Green's Function - Green's Functions For Solving Inhomogeneous Boundary Value Problems

Green's Functions For Solving Inhomogeneous Boundary Value Problems

The primary use of Green's functions in mathematics is to solve non-homogeneous boundary value problems. In modern theoretical physics, Green's functions are also usually used as propagators in Feynman diagrams (and the phrase Green's function is often used for any correlation function).

Read more about this topic:  Green's Function

Famous quotes containing the words green, functions, solving, boundary and/or problems:

    Lift your eyes
    Where the roads dip and where the roads rise
    Seek only there
    Where the grey light meets the green air
    The hermit’s chapel, the pilgrim’s prayer.
    —T.S. (Thomas Stearns)

    Let us stop being afraid. Of our own thoughts, our own minds.
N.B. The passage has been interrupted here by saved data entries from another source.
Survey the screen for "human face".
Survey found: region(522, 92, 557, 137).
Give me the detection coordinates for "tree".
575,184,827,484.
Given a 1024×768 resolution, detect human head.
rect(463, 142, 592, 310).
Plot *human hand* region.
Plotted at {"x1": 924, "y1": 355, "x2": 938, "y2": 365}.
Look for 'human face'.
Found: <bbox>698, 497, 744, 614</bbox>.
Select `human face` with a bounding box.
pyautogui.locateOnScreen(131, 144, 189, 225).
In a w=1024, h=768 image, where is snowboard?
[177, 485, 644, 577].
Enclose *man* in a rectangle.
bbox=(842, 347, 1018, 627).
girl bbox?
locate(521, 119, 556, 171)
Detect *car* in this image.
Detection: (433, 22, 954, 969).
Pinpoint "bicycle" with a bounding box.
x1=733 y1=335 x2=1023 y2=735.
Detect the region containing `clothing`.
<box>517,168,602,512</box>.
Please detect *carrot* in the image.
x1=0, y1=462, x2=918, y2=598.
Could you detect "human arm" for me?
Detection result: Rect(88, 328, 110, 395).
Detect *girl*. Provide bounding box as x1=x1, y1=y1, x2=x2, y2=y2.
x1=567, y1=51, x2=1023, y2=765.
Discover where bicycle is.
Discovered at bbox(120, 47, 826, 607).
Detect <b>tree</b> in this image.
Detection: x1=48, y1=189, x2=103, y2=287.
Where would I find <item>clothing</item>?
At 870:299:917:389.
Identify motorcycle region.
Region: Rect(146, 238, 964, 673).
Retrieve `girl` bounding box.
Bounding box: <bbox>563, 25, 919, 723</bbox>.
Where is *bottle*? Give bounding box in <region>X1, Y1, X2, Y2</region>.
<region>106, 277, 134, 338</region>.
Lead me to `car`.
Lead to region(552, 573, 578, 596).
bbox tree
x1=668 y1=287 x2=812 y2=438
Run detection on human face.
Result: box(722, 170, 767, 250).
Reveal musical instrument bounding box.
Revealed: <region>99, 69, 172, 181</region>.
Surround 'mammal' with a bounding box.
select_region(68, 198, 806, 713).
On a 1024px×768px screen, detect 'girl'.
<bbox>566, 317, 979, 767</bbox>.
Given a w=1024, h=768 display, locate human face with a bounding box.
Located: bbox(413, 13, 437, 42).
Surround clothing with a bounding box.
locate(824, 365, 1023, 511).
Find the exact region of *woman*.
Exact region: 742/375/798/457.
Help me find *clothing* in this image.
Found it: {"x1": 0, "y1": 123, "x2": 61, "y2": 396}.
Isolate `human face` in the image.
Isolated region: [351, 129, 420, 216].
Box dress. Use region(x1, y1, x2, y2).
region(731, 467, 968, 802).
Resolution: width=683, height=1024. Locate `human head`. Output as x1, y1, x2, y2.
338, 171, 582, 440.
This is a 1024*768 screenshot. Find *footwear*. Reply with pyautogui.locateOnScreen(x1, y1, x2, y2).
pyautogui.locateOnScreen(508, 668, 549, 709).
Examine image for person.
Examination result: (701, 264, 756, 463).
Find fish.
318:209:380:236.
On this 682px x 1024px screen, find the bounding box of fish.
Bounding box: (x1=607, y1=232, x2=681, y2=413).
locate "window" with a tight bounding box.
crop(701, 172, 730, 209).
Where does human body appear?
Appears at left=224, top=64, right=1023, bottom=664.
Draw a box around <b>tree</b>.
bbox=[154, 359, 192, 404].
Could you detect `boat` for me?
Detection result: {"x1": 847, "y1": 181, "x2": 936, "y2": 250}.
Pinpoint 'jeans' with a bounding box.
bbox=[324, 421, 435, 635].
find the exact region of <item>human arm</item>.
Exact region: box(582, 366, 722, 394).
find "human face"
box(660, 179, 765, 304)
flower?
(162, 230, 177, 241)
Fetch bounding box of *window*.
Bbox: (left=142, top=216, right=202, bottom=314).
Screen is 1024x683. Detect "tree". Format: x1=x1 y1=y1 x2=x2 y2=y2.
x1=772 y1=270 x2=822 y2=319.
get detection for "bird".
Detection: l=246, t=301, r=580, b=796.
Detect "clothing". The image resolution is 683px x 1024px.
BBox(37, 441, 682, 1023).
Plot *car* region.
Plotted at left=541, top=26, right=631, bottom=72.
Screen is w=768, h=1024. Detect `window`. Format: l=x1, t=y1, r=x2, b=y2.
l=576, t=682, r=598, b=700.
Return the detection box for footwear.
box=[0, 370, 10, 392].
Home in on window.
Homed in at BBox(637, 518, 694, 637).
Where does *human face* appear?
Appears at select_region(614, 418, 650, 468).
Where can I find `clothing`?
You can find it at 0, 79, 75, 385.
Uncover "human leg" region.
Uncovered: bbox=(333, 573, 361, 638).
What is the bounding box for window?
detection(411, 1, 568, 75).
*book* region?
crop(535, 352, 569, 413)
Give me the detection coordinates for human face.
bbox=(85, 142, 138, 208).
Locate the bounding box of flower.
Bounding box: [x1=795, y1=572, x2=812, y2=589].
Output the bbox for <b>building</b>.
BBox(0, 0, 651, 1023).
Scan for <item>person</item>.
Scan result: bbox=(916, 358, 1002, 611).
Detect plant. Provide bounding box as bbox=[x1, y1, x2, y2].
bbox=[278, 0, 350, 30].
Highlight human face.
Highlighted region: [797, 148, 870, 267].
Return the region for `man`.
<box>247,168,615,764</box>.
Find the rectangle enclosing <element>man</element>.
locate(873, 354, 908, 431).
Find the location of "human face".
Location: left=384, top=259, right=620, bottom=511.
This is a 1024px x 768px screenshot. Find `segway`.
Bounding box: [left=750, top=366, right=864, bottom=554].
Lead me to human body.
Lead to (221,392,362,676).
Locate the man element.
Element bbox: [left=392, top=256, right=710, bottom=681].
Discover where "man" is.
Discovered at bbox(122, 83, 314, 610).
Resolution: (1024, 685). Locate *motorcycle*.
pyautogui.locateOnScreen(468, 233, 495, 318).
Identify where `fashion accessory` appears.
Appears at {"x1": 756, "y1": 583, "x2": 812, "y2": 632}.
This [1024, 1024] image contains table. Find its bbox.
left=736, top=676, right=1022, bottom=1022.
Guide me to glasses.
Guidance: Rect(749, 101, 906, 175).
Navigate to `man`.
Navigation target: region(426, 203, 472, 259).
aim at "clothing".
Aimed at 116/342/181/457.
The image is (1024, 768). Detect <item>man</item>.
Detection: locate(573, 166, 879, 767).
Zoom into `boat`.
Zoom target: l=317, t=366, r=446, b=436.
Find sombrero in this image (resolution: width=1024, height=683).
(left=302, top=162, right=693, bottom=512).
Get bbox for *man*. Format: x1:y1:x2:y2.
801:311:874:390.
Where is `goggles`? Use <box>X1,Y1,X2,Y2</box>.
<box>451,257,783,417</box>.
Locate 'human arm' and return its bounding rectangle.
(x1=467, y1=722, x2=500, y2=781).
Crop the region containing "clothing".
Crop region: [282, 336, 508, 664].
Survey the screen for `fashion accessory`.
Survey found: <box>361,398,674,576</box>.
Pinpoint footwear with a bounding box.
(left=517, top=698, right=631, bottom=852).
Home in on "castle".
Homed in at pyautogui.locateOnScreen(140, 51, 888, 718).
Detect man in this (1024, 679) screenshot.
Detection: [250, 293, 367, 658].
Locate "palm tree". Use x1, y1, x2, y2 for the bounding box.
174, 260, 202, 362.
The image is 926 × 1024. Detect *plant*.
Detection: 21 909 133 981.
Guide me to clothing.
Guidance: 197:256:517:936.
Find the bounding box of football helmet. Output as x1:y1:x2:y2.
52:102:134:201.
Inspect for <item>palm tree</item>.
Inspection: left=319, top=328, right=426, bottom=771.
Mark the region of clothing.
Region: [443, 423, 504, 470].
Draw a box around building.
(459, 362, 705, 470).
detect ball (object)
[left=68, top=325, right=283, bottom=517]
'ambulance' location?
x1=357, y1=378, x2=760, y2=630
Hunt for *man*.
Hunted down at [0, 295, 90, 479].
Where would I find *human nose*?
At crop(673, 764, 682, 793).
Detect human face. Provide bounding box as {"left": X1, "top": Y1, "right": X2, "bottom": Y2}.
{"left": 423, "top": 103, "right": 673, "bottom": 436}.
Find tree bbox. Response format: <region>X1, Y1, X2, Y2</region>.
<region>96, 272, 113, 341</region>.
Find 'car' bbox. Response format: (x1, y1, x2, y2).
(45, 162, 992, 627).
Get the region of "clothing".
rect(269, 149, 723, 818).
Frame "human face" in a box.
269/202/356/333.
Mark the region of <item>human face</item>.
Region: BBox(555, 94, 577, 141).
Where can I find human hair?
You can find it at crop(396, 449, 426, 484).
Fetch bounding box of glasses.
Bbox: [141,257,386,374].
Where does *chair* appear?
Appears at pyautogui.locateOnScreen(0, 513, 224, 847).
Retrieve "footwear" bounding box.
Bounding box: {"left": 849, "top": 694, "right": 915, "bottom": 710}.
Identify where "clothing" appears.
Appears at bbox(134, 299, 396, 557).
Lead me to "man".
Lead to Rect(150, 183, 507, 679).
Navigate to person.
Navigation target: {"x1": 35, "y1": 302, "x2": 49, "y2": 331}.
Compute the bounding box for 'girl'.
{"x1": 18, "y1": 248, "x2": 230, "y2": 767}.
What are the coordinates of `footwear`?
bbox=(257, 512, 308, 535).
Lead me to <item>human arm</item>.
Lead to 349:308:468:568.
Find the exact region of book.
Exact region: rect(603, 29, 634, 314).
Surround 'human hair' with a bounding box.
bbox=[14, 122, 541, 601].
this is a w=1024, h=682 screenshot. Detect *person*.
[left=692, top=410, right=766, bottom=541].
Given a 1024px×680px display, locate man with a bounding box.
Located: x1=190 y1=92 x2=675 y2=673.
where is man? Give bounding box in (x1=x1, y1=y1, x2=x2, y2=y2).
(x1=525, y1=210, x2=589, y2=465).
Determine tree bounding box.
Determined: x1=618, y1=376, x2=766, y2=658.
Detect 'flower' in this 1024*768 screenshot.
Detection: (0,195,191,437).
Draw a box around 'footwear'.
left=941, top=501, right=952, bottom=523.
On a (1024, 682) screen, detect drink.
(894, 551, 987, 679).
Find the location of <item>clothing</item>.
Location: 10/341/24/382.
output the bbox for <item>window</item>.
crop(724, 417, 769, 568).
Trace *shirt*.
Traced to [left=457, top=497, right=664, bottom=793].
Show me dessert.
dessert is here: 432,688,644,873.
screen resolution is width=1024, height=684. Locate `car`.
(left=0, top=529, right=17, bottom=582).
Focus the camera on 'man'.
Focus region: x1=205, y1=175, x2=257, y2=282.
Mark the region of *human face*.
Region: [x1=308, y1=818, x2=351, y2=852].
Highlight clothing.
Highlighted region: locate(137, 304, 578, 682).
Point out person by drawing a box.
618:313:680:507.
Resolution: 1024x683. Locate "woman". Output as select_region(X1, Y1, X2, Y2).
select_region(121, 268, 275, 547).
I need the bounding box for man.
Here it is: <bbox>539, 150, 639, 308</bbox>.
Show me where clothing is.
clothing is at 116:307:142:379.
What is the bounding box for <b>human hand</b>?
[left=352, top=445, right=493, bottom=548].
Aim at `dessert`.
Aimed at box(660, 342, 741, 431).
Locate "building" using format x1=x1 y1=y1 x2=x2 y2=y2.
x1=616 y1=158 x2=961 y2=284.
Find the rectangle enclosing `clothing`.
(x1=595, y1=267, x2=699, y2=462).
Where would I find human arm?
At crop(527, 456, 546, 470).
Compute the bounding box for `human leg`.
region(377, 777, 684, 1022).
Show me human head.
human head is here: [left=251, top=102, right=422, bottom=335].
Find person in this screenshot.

Of madness, our own or others’. Stop being afraid of the mind itself, its astonishing functions and fandangos, its complications and simplifications, the wonderful operation of its machinery—more wonderful because it is not machinery at all or predictable.
    Kate Millett (b. 1934)

    More than a decade after our fellow citizens began bedding down on the sidewalks, their problems continue to seem so intractable that we have begun to do psychologically what government has been incapable of doing programmatically. We bring the numbers down—not by solving the problem, but by deciding it’s their own damn fault.
    Anna Quindlen (b. 1952)

    Superstition? Who can define the boundary line between the superstition of yesterday and the scientific fact of tomorrow?
    Garrett Fort (1900–1945)

    Belonging to a group can provide the child with a variety of resources that an individual friendship often cannot—a sense of collective participation, experience with organizational roles, and group support in the enterprise of growing up. Groups also pose for the child some of the most acute problems of social life—of inclusion and exclusion, conformity and independence.